John Parish and P J Harvey - Dance Hall At Louse Point

IT'S A new PJ Harvey album, but it's not the new PJ Harvey album. This much we can glean from the utilisation of our favourite farmer's girl's full name and its ampersand linkage with some obscure bloke. Tradition deems we term such affairs 'collaborations', and by definition they are to be mistrusted.

Collaborations invariably result in work that, for all the apparent craft and experience involved, is half-arsed and mediocre and really not worth releasing (note the recent strange case of the 'Purple Parallelagram'). Collaborations produce material that would not normally pass muster; surely the participants would otherwise save this stuff for their 'proper' albums? Collaborations are redolent of so-called artists with too much time and money on their hands dicking around in a studio, enjoying themselves hugely, then releasing a record to which they wouldn't dream of putting their 'proper' names. Collaboration. Even the word itself reeks of connivance, subterfuge, sleeping with the enemy... all the better to con you with, my dears.

'Dance Hall At Louse Point' works, however, and partly because it is a collaboration between perceived unequals. As PJ Harvey's guitarist and co-producer, John Parish might be a star in his own eyes, and Polly obviously reckons he's the tops, but the mutual massage of supernova egos that characterises all the most notorious collaborative efforts was off the menu. What we've got might not be a PJ Harvey album in the strictest sense of the term - it's the first time the Peejster's worked her lyrics on to someone else's tunes - but 'Dance Hall At Louse Point' is far too keen and emotionally wrought to be dismissed as a collection of this premier talent's off-cuts. Advance word had it that this would be difficult. Here were impenetrable noise-scrapings from Parish, atop of which Polly would practise her vocal simulation of a wounded flamingo. Yet, despite Parish's evident affection for the dissonant blueprints of Sonic Youth, overall it's impressive just how sparse and low-key this root material is. Difficult? Smurfs-compatible ditties don't leap from every groove, but compared to the 'Rid Of Me' demos album this is easy listening. The absence of her trademark debasement of traditional pop forms is offset by the 12-track set's relative brevity and an alluring sense of pace. Spluttering metallic storms buttress bare-boned acoustic interludes, and vice versa. Occasionally they occupy the same song in perfect and surprising harmony. All concerned sit happily in the overall 'Dance Hall...' scheme.

Which seems to be the omnipresence of hysteria in all its multi-hued glory. The opening gambit of 'Girl' and 'Rope Bridge Crossing' set our feet on the requisite shaky ground. The former is simply a plucked guitar and Polly wailing wordlessly, yet the portent is unavoidable. Its sibling ushers forth siren clanking clouds of unease, thanks to Parish and his box of skeletal noises, and Harvey's force ten whispering: "I hope I don't fall off your bridge crossing over the funny mountain, the swollen river/You said, 'I'd be there'..."

If 'To Bring You My Love' was characterised by Harvey's adoption of a customised blues vocabulary to fit her exotic crawling queen snake persona, 'Dance Hall...' sees a partial return to natural codes of expression. Yet more and more her modes are wont to fly way off the screen. Is it hard to scream in falsetto? Polly makes it sound like something she does while flossing her teeth. "JEEEEEEESUSSS! SAAAVE MEEEE!" That's the chorus of 'Taut', an especially rum-sounding tale concerning Polly, "Billy" and the red car he bought. "It was the first thing he ever owned apart from me... Steamin' and sweatin' and stickin' against the window." She's prattling, convulsing, in places totally indecipherable. The message? When falling in love, children, don't forget your L-plates.

Harvey's arch humour adds a tart taste contrast to the expected obsessional sex shenanigans. Is it pushing the borders of interpretation to suggest that by titling a dark lament to a dying relationship, as in 'Civil War Correspondent', Polly is having a laugh at herself, puncturing the none-more-black-haired-girl of popular renown and positing herself as the Kate Adie of pop?

Maybe, but nothing about the Peej should surprise us now. It's a tribute to her bountiful reserves of drama that she can turn out a convincing revision of 'Is That All There Is?', the song about life's eternal capacity to disappoint made famous by Peggy Lee. The original was swaggering and blowsy, but Harvey and Parish give it double catatonic and take matters to their blank-faced extreme. Along with the aching lover spurned melancholia of 'That Was My Veil', it's the album's most supremely realised moment.

Marks are deducted only for such an allusive album title being represented by an instrumental. Otherwise, 'Dance Hall At Louse Point' is a tribute to the probity of both principals' anti-commercial instincts. No, it's not the new PJ Harvey album, but it's far more than a mere side bar to the main story. Welcome to the John 'n' Polly blues implosion.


* [What you have to do]: Copy the records below line by line and word for word, from the very first line through the line with "Image is 623x316 pixels.", omitting each picture.
══════════
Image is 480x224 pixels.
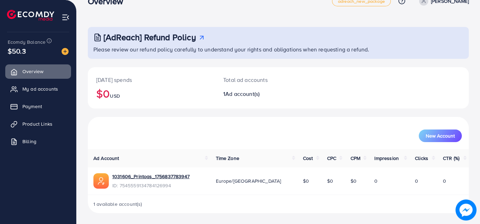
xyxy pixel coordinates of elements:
[62,13,70,21] img: menu
[5,82,71,96] a: My ad accounts
[327,177,333,184] span: $0
[426,133,455,138] span: New Account
[22,138,36,145] span: Billing
[5,134,71,148] a: Billing
[104,32,196,42] h3: [AdReach] Refund Policy
[327,155,336,162] span: CPC
[22,120,52,127] span: Product Links
[112,173,190,180] a: 1031606_Printoas_1756837783947
[8,46,26,56] span: $50.3
[62,48,69,55] img: image
[93,173,109,188] img: ic-ads-acc.e4c84228.svg
[374,155,399,162] span: Impression
[22,85,58,92] span: My ad accounts
[5,117,71,131] a: Product Links
[5,99,71,113] a: Payment
[223,91,301,97] h2: 1
[7,10,54,21] img: logo
[374,177,377,184] span: 0
[303,177,309,184] span: $0
[303,155,313,162] span: Cost
[93,45,464,54] p: Please review our refund policy carefully to understand your rights and obligations when requesti...
[350,155,360,162] span: CPM
[419,129,462,142] button: New Account
[216,177,281,184] span: Europe/[GEOGRAPHIC_DATA]
[415,155,428,162] span: Clicks
[22,68,43,75] span: Overview
[8,38,45,45] span: Ecomdy Balance
[443,177,446,184] span: 0
[96,76,206,84] p: [DATE] spends
[93,200,142,207] span: 1 available account(s)
[96,87,206,100] h2: $0
[350,177,356,184] span: $0
[225,90,259,98] span: Ad account(s)
[455,199,476,220] img: image
[112,182,190,189] span: ID: 7545559134784126994
[110,92,120,99] span: USD
[443,155,459,162] span: CTR (%)
[93,155,119,162] span: Ad Account
[22,103,42,110] span: Payment
[223,76,301,84] p: Total ad accounts
[216,155,239,162] span: Time Zone
[5,64,71,78] a: Overview
[415,177,418,184] span: 0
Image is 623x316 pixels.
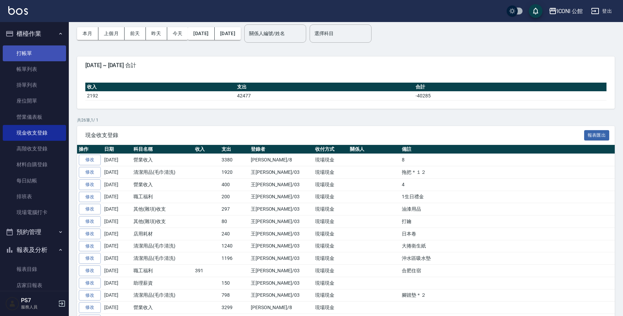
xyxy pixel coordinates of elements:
[348,145,400,154] th: 關係人
[249,240,313,252] td: 王[PERSON_NAME]/03
[102,145,132,154] th: 日期
[3,141,66,156] a: 高階收支登錄
[21,304,56,310] p: 服務人員
[220,277,249,289] td: 150
[235,91,414,100] td: 42477
[215,27,241,40] button: [DATE]
[3,109,66,125] a: 營業儀表板
[77,27,98,40] button: 本月
[132,227,193,240] td: 店用耗材
[79,278,101,288] a: 修改
[220,178,249,191] td: 400
[400,178,615,191] td: 4
[313,191,348,203] td: 現場現金
[249,277,313,289] td: 王[PERSON_NAME]/03
[77,117,615,123] p: 共 26 筆, 1 / 1
[167,27,188,40] button: 今天
[79,265,101,276] a: 修改
[400,215,615,228] td: 打鑰
[132,191,193,203] td: 職工福利
[102,301,132,314] td: [DATE]
[249,203,313,215] td: 王[PERSON_NAME]/03
[249,166,313,179] td: 王[PERSON_NAME]/03
[400,145,615,154] th: 備註
[125,27,146,40] button: 前天
[313,227,348,240] td: 現場現金
[79,154,101,165] a: 修改
[3,173,66,188] a: 每日結帳
[400,166,615,179] td: 拖把＊１２
[400,240,615,252] td: 大捲衛生紙
[102,289,132,301] td: [DATE]
[3,241,66,259] button: 報表及分析
[102,264,132,277] td: [DATE]
[220,227,249,240] td: 240
[529,4,542,18] button: save
[313,252,348,264] td: 現場現金
[85,132,584,139] span: 現金收支登錄
[188,27,214,40] button: [DATE]
[557,7,583,15] div: ICONI 公館
[220,154,249,166] td: 3380
[400,191,615,203] td: 1生日禮金
[249,145,313,154] th: 登錄者
[3,61,66,77] a: 帳單列表
[146,27,167,40] button: 昨天
[98,27,125,40] button: 上個月
[79,167,101,177] a: 修改
[132,277,193,289] td: 助理薪資
[249,252,313,264] td: 王[PERSON_NAME]/03
[85,62,606,69] span: [DATE] ~ [DATE] 合計
[132,203,193,215] td: 其他(雜項)收支
[3,204,66,220] a: 現場電腦打卡
[132,289,193,301] td: 清潔用品(毛巾清洗)
[132,145,193,154] th: 科目名稱
[102,178,132,191] td: [DATE]
[85,83,235,91] th: 收入
[3,125,66,141] a: 現金收支登錄
[220,252,249,264] td: 1196
[400,227,615,240] td: 日本卷
[77,145,102,154] th: 操作
[313,203,348,215] td: 現場現金
[249,227,313,240] td: 王[PERSON_NAME]/03
[220,301,249,314] td: 3299
[8,6,28,15] img: Logo
[220,166,249,179] td: 1920
[313,289,348,301] td: 現場現金
[584,130,609,141] button: 報表匯出
[313,240,348,252] td: 現場現金
[102,277,132,289] td: [DATE]
[220,191,249,203] td: 200
[102,240,132,252] td: [DATE]
[313,178,348,191] td: 現場現金
[102,215,132,228] td: [DATE]
[313,166,348,179] td: 現場現金
[193,264,220,277] td: 391
[6,296,19,310] img: Person
[220,215,249,228] td: 80
[400,154,615,166] td: 8
[132,301,193,314] td: 營業收入
[249,289,313,301] td: 王[PERSON_NAME]/03
[235,83,414,91] th: 支出
[313,215,348,228] td: 現場現金
[79,290,101,301] a: 修改
[3,25,66,43] button: 櫃檯作業
[79,241,101,251] a: 修改
[220,240,249,252] td: 1240
[249,264,313,277] td: 王[PERSON_NAME]/03
[193,145,220,154] th: 收入
[3,188,66,204] a: 排班表
[414,91,606,100] td: -40285
[313,301,348,314] td: 現場現金
[249,154,313,166] td: [PERSON_NAME]/8
[220,145,249,154] th: 支出
[102,166,132,179] td: [DATE]
[85,91,235,100] td: 2192
[79,228,101,239] a: 修改
[132,252,193,264] td: 清潔用品(毛巾清洗)
[132,154,193,166] td: 營業收入
[400,203,615,215] td: 油漆用品
[400,252,615,264] td: 沖水區吸水墊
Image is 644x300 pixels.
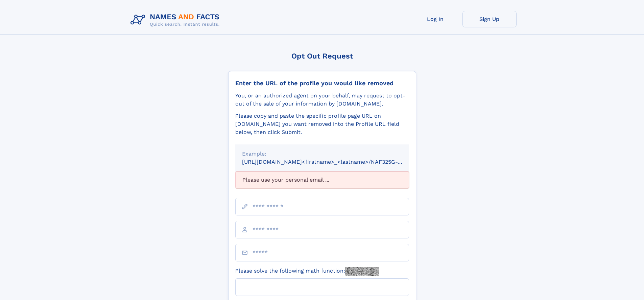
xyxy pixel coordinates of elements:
img: Logo Names and Facts [128,11,225,29]
a: Log In [408,11,463,27]
div: Please use your personal email ... [236,172,409,188]
div: Enter the URL of the profile you would like removed [236,79,409,87]
label: Please solve the following math function: [236,267,379,276]
small: [URL][DOMAIN_NAME]<firstname>_<lastname>/NAF325G-xxxxxxxx [242,159,422,165]
div: Example: [242,150,403,158]
a: Sign Up [463,11,517,27]
div: Please copy and paste the specific profile page URL on [DOMAIN_NAME] you want removed into the Pr... [236,112,409,136]
div: Opt Out Request [228,52,416,60]
div: You, or an authorized agent on your behalf, may request to opt-out of the sale of your informatio... [236,91,409,108]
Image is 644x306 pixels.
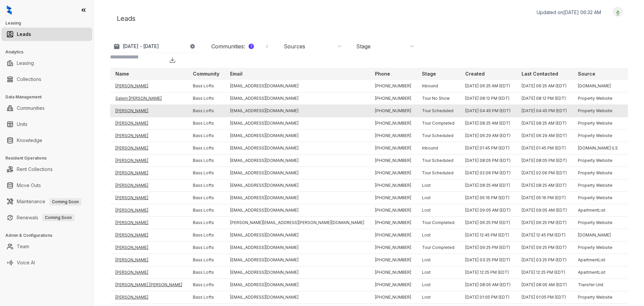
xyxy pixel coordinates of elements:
td: [EMAIL_ADDRESS][DOMAIN_NAME] [225,204,370,217]
a: Collections [17,73,41,86]
td: Bass Lofts [187,179,225,192]
h3: Data Management [6,94,93,100]
td: Lost [417,254,460,266]
td: ApartmentList [573,254,623,266]
td: Tour Completed [417,117,460,129]
p: Phone [375,71,390,77]
td: [DATE] 08:05 PM (EDT) [460,155,516,167]
td: [DATE] 08:05 AM (EDT) [516,279,573,291]
td: Salem [PERSON_NAME] [110,92,187,105]
td: [DATE] 02:06 PM (EDT) [516,167,573,179]
td: [PERSON_NAME] [110,217,187,229]
td: [DATE] 06:25 PM (EDT) [460,217,516,229]
div: Communities : [211,43,254,50]
td: Bass Lofts [187,229,225,241]
td: [PHONE_NUMBER] [370,92,417,105]
td: [PHONE_NUMBER] [370,117,417,129]
td: [EMAIL_ADDRESS][DOMAIN_NAME] [225,155,370,167]
td: [PERSON_NAME] [110,142,187,155]
td: [DATE] 01:05 PM (EDT) [516,291,573,304]
img: SearchIcon [115,61,122,68]
td: [EMAIL_ADDRESS][DOMAIN_NAME] [225,105,370,117]
td: [PHONE_NUMBER] [370,129,417,142]
td: Bass Lofts [187,254,225,266]
td: [EMAIL_ADDRESS][DOMAIN_NAME] [225,241,370,254]
td: [DATE] 04:45 PM (EDT) [516,105,573,117]
td: [PERSON_NAME] [110,229,187,241]
a: Leads [17,27,31,41]
td: [DATE] 08:25 AM (EDT) [516,179,573,192]
td: Tour Scheduled [417,155,460,167]
td: Lost [417,192,460,204]
td: Bass Lofts [187,105,225,117]
p: Updated on [DATE] 06:32 AM [537,9,601,16]
td: [DATE] 08:05 PM (EDT) [516,155,573,167]
li: Units [1,118,92,131]
td: [PERSON_NAME] [110,105,187,117]
td: [PHONE_NUMBER] [370,142,417,155]
td: Bass Lofts [187,142,225,155]
td: [DATE] 05:16 PM (EDT) [516,192,573,204]
td: Property Website [573,217,623,229]
td: [DATE] 01:45 PM (EDT) [460,142,516,155]
td: [DATE] 02:06 PM (EDT) [460,167,516,179]
td: [EMAIL_ADDRESS][DOMAIN_NAME] [225,167,370,179]
td: [DATE] 06:29 AM (EDT) [460,129,516,142]
td: [DATE] 03:25 PM (EDT) [516,254,573,266]
li: Collections [1,73,92,86]
td: Tour Completed [417,217,460,229]
td: [DATE] 09:25 PM (EDT) [516,241,573,254]
a: Units [17,118,27,131]
p: Email [230,71,242,77]
td: [EMAIL_ADDRESS][DOMAIN_NAME] [225,279,370,291]
td: Bass Lofts [187,241,225,254]
td: [EMAIL_ADDRESS][DOMAIN_NAME] [225,92,370,105]
td: [DATE] 09:05 AM (EDT) [460,204,516,217]
td: [PHONE_NUMBER] [370,217,417,229]
td: [DATE] 08:25 AM (EDT) [516,117,573,129]
li: Leads [1,27,92,41]
td: [DATE] 01:05 PM (EDT) [460,291,516,304]
button: [DATE] - [DATE] [110,40,201,53]
td: [DATE] 06:29 AM (EDT) [516,129,573,142]
li: Knowledge [1,134,92,147]
td: Property Website [573,192,623,204]
h3: Analytics [6,49,93,55]
li: Move Outs [1,179,92,192]
td: Lost [417,291,460,304]
td: [PHONE_NUMBER] [370,291,417,304]
td: [PERSON_NAME] [110,254,187,266]
td: [DATE] 06:25 AM (EDT) [516,80,573,92]
td: ApartmentList [573,204,623,217]
td: [EMAIL_ADDRESS][DOMAIN_NAME] [225,117,370,129]
td: [EMAIL_ADDRESS][DOMAIN_NAME] [225,80,370,92]
td: [EMAIL_ADDRESS][DOMAIN_NAME] [225,254,370,266]
h3: Admin & Configurations [6,232,93,238]
td: Lost [417,279,460,291]
a: Communities [17,101,45,115]
p: Created [465,71,485,77]
a: Rent Collections [17,162,52,176]
a: Knowledge [17,134,42,147]
div: Stage [356,43,371,50]
td: Bass Lofts [187,129,225,142]
td: [PERSON_NAME] [110,291,187,304]
td: Lost [417,266,460,279]
li: Leasing [1,56,92,70]
td: Bass Lofts [187,204,225,217]
p: Community [193,71,219,77]
td: [DATE] 03:25 PM (EDT) [460,254,516,266]
td: [DATE] 04:45 PM (EDT) [460,105,516,117]
td: Property Website [573,155,623,167]
td: [EMAIL_ADDRESS][DOMAIN_NAME] [225,129,370,142]
td: [EMAIL_ADDRESS][DOMAIN_NAME] [225,179,370,192]
td: [DATE] 08:25 AM (EDT) [460,179,516,192]
td: [PHONE_NUMBER] [370,155,417,167]
td: Property Website [573,117,623,129]
li: Voice AI [1,256,92,269]
td: Tour Scheduled [417,105,460,117]
td: [PERSON_NAME] [110,179,187,192]
td: Lost [417,179,460,192]
td: [DOMAIN_NAME] ILS [573,142,623,155]
img: Download [169,57,176,64]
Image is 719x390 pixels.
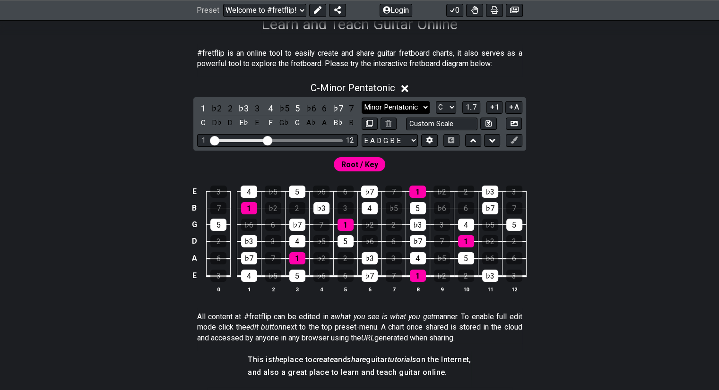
══════════
* [Reply to the task]:
Image is 480x224 pixels.
xyxy pixel coordinates of elements:
[62,13,70,21] img: menu
[5,82,71,96] a: My ad accounts
[327,177,333,184] span: $0
[426,133,455,138] span: New Account
[22,138,36,145] span: Billing
[5,134,71,148] a: Billing
[104,32,196,42] h3: [AdReach] Refund Policy
[327,155,336,162] span: CPC
[22,120,52,127] span: Product Links
[112,173,190,180] a: 1031606_Printoas_1756837783947
[8,46,26,56] span: $50.3
[62,48,69,55] img: image
[93,173,109,188] img: ic-ads-acc.e4c84228.svg
[374,155,399,162] span: Impression
[22,85,58,92] span: My ad accounts
[5,117,71,131] a: Product Links
[5,99,71,113] a: Payment
[223,91,301,97] h2: 1
[7,10,54,21] img: logo
[374,177,377,184] span: 0
[303,177,309,184] span: $0
[303,155,313,162] span: Cost
[93,45,464,54] p: Please review our refund policy carefully to understand your rights and obligations when requesti...
[350,155,360,162] span: CPM
[419,129,462,142] button: New Account
[216,177,281,184] span: Europe/[GEOGRAPHIC_DATA]
[415,155,428,162] span: Clicks
[22,68,43,75] span: Overview
[8,38,45,45] span: Ecomdy Balance
[443,177,446,184] span: 0
[96,76,206,84] p: [DATE] spends
[93,200,142,207] span: 1 available account(s)
[96,87,206,100] h2: $0
[350,177,356,184] span: $0
[225,90,259,98] span: Ad account(s)
[455,199,476,220] img: image
[112,182,190,189] span: ID: 7545559134784126994
[110,92,120,99] span: USD
[443,155,459,162] span: CTR (%)
[93,155,119,162] span: Ad Account
[22,103,42,110] span: Payment
[223,76,301,84] p: Total ad accounts
[216,155,239,162] span: Time Zone
[5,64,71,78] a: Overview
[415,177,418,184] span: 0
Image is 623x316 pixels.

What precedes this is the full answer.